» **Task**
Every single entry should be printed exactly.

» **Recorded information**
################

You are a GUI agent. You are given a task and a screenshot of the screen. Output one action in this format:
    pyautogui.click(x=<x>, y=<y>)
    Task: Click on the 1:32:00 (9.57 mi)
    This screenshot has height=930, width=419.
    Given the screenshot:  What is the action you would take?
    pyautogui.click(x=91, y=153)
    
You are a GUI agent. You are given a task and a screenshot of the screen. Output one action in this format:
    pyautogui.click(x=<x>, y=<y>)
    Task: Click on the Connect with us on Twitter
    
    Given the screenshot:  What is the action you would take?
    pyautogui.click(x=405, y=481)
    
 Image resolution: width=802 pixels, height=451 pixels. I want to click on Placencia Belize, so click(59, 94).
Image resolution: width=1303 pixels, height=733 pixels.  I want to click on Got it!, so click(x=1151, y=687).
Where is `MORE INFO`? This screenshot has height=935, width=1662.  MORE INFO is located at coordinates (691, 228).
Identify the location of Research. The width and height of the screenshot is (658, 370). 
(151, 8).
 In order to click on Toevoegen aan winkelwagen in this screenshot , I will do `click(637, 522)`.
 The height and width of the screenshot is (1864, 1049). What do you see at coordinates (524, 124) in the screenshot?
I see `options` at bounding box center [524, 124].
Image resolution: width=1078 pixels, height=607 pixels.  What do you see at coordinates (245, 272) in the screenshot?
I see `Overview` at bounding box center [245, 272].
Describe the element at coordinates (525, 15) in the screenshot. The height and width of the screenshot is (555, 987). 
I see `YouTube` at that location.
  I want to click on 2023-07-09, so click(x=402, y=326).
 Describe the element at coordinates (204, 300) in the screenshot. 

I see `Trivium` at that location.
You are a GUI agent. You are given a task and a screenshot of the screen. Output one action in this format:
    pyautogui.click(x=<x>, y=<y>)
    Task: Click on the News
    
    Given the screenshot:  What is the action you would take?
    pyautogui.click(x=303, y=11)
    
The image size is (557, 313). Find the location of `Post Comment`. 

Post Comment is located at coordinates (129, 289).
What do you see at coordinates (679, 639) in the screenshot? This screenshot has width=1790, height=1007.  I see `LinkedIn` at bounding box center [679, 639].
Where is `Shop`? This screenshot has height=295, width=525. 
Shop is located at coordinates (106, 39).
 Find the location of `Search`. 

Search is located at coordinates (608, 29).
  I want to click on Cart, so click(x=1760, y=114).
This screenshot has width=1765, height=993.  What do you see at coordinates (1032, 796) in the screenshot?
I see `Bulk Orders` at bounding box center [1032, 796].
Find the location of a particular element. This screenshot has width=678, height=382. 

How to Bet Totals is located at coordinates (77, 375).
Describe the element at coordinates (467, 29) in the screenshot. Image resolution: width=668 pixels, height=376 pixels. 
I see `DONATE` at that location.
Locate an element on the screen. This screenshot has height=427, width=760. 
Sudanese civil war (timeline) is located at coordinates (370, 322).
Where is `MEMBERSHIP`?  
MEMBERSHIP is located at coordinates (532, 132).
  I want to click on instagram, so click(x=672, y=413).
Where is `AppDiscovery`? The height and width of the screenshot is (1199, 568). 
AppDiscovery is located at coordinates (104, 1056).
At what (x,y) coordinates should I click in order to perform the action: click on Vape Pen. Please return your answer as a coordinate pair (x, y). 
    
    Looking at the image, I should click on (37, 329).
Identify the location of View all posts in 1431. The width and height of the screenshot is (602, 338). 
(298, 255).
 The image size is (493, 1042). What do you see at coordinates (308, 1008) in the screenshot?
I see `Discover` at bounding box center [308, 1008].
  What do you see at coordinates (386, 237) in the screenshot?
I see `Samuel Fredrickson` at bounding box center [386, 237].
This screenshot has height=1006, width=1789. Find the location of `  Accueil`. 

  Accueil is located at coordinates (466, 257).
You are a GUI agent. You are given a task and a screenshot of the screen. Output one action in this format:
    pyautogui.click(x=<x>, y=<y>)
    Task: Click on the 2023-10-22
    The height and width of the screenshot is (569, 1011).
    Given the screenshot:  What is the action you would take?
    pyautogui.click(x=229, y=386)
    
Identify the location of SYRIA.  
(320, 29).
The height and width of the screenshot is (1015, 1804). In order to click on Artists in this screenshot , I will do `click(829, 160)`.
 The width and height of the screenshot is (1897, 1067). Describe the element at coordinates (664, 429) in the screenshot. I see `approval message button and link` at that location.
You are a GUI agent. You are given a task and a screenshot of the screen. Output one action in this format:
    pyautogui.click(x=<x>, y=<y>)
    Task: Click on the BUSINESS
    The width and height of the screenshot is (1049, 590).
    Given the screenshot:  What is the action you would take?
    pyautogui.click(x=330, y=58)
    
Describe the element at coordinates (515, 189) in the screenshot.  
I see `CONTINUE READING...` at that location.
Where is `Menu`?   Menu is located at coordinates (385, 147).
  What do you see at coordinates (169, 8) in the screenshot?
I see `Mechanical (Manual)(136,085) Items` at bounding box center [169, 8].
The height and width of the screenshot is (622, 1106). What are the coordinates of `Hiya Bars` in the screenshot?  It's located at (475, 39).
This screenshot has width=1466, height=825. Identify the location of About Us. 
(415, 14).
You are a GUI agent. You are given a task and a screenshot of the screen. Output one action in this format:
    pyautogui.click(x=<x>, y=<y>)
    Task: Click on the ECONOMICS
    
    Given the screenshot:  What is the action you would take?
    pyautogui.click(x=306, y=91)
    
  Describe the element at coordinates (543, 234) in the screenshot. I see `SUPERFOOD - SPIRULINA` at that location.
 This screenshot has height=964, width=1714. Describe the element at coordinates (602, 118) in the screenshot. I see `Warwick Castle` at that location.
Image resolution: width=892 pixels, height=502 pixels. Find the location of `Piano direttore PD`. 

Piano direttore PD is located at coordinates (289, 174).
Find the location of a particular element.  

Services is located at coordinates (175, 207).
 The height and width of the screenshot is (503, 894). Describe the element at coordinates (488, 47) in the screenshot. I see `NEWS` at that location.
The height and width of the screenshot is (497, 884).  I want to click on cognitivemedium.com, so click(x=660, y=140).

################

» **Answer to this exercise**
You are a GUI agent. You are given a task and a screenshot of the screen. Output one action in this format:
    pyautogui.click(x=<x>, y=<y>)
    Task: Click on the 1:32:00 (9.57 mi)
    This screenshot has height=930, width=419.
    Given the screenshot:  What is the action you would take?
    pyautogui.click(x=91, y=153)
    
You are a GUI agent. You are given a task and a screenshot of the screen. Output one action in this format:
    pyautogui.click(x=<x>, y=<y>)
    Task: Click on the Connect with us on Twitter
    
    Given the screenshot:  What is the action you would take?
    pyautogui.click(x=405, y=481)
    
 Image resolution: width=802 pixels, height=451 pixels. I want to click on Placencia Belize, so click(59, 94).
Image resolution: width=1303 pixels, height=733 pixels.  I want to click on Got it!, so click(x=1151, y=687).
Where is `MORE INFO`? This screenshot has height=935, width=1662.  MORE INFO is located at coordinates (691, 228).
Identify the location of Research. The width and height of the screenshot is (658, 370). 
(151, 8).
 In order to click on Toevoegen aan winkelwagen in this screenshot , I will do `click(637, 522)`.
 The height and width of the screenshot is (1864, 1049). What do you see at coordinates (524, 124) in the screenshot?
I see `options` at bounding box center [524, 124].
Image resolution: width=1078 pixels, height=607 pixels.  What do you see at coordinates (245, 272) in the screenshot?
I see `Overview` at bounding box center [245, 272].
Describe the element at coordinates (525, 15) in the screenshot. The height and width of the screenshot is (555, 987). 
I see `YouTube` at that location.
  I want to click on 2023-07-09, so click(x=402, y=326).
 Describe the element at coordinates (204, 300) in the screenshot. 

I see `Trivium` at that location.
You are a GUI agent. You are given a task and a screenshot of the screen. Output one action in this format:
    pyautogui.click(x=<x>, y=<y>)
    Task: Click on the News
    
    Given the screenshot:  What is the action you would take?
    pyautogui.click(x=303, y=11)
    
The image size is (557, 313). Find the location of `Post Comment`. 

Post Comment is located at coordinates (129, 289).
What do you see at coordinates (679, 639) in the screenshot? This screenshot has width=1790, height=1007.  I see `LinkedIn` at bounding box center [679, 639].
Where is `Shop`? This screenshot has height=295, width=525. 
Shop is located at coordinates (106, 39).
 Find the location of `Search`. 

Search is located at coordinates (608, 29).
  I want to click on Cart, so click(x=1760, y=114).
This screenshot has width=1765, height=993.  What do you see at coordinates (1032, 796) in the screenshot?
I see `Bulk Orders` at bounding box center [1032, 796].
Find the location of a particular element. This screenshot has width=678, height=382. 

How to Bet Totals is located at coordinates (77, 375).
Describe the element at coordinates (467, 29) in the screenshot. Image resolution: width=668 pixels, height=376 pixels. 
I see `DONATE` at that location.
Locate an element on the screen. This screenshot has height=427, width=760. 
Sudanese civil war (timeline) is located at coordinates (370, 322).
Where is `MEMBERSHIP`?  
MEMBERSHIP is located at coordinates (532, 132).
  I want to click on instagram, so click(x=672, y=413).
Where is `AppDiscovery`? The height and width of the screenshot is (1199, 568). 
AppDiscovery is located at coordinates (104, 1056).
At what (x,y) coordinates should I click in order to perform the action: click on Vape Pen. Please return your answer as a coordinate pair (x, y). 
    
    Looking at the image, I should click on (37, 329).
Identify the location of View all posts in 1431. The width and height of the screenshot is (602, 338). 
(298, 255).
 The image size is (493, 1042). What do you see at coordinates (308, 1008) in the screenshot?
I see `Discover` at bounding box center [308, 1008].
  What do you see at coordinates (386, 237) in the screenshot?
I see `Samuel Fredrickson` at bounding box center [386, 237].
This screenshot has height=1006, width=1789. Find the location of `  Accueil`. 

  Accueil is located at coordinates (466, 257).
You are a GUI agent. You are given a task and a screenshot of the screen. Output one action in this format:
    pyautogui.click(x=<x>, y=<y>)
    Task: Click on the 2023-10-22
    The height and width of the screenshot is (569, 1011).
    Given the screenshot:  What is the action you would take?
    pyautogui.click(x=229, y=386)
    
Identify the location of SYRIA.  
(320, 29).
The height and width of the screenshot is (1015, 1804). In order to click on Artists in this screenshot , I will do `click(829, 160)`.
 The width and height of the screenshot is (1897, 1067). Describe the element at coordinates (664, 429) in the screenshot. I see `approval message button and link` at that location.
You are a GUI agent. You are given a task and a screenshot of the screen. Output one action in this format:
    pyautogui.click(x=<x>, y=<y>)
    Task: Click on the BUSINESS
    The width and height of the screenshot is (1049, 590).
    Given the screenshot:  What is the action you would take?
    pyautogui.click(x=330, y=58)
    
Describe the element at coordinates (515, 189) in the screenshot.  
I see `CONTINUE READING...` at that location.
Where is `Menu`?   Menu is located at coordinates (385, 147).
  What do you see at coordinates (169, 8) in the screenshot?
I see `Mechanical (Manual)(136,085) Items` at bounding box center [169, 8].
The height and width of the screenshot is (622, 1106). What are the coordinates of `Hiya Bars` in the screenshot?  It's located at (475, 39).
This screenshot has width=1466, height=825. Identify the location of About Us. 
(415, 14).
You are a GUI agent. You are given a task and a screenshot of the screen. Output one action in this format:
    pyautogui.click(x=<x>, y=<y>)
    Task: Click on the ECONOMICS
    
    Given the screenshot:  What is the action you would take?
    pyautogui.click(x=306, y=91)
    
  Describe the element at coordinates (543, 234) in the screenshot. I see `SUPERFOOD - SPIRULINA` at that location.
 This screenshot has height=964, width=1714. Describe the element at coordinates (602, 118) in the screenshot. I see `Warwick Castle` at that location.
Image resolution: width=892 pixels, height=502 pixels. Find the location of `Piano direttore PD`. 

Piano direttore PD is located at coordinates (289, 174).
Find the location of a particular element.  

Services is located at coordinates (175, 207).
 The height and width of the screenshot is (503, 894). Describe the element at coordinates (488, 47) in the screenshot. I see `NEWS` at that location.
The height and width of the screenshot is (497, 884).  I want to click on cognitivemedium.com, so click(x=660, y=140).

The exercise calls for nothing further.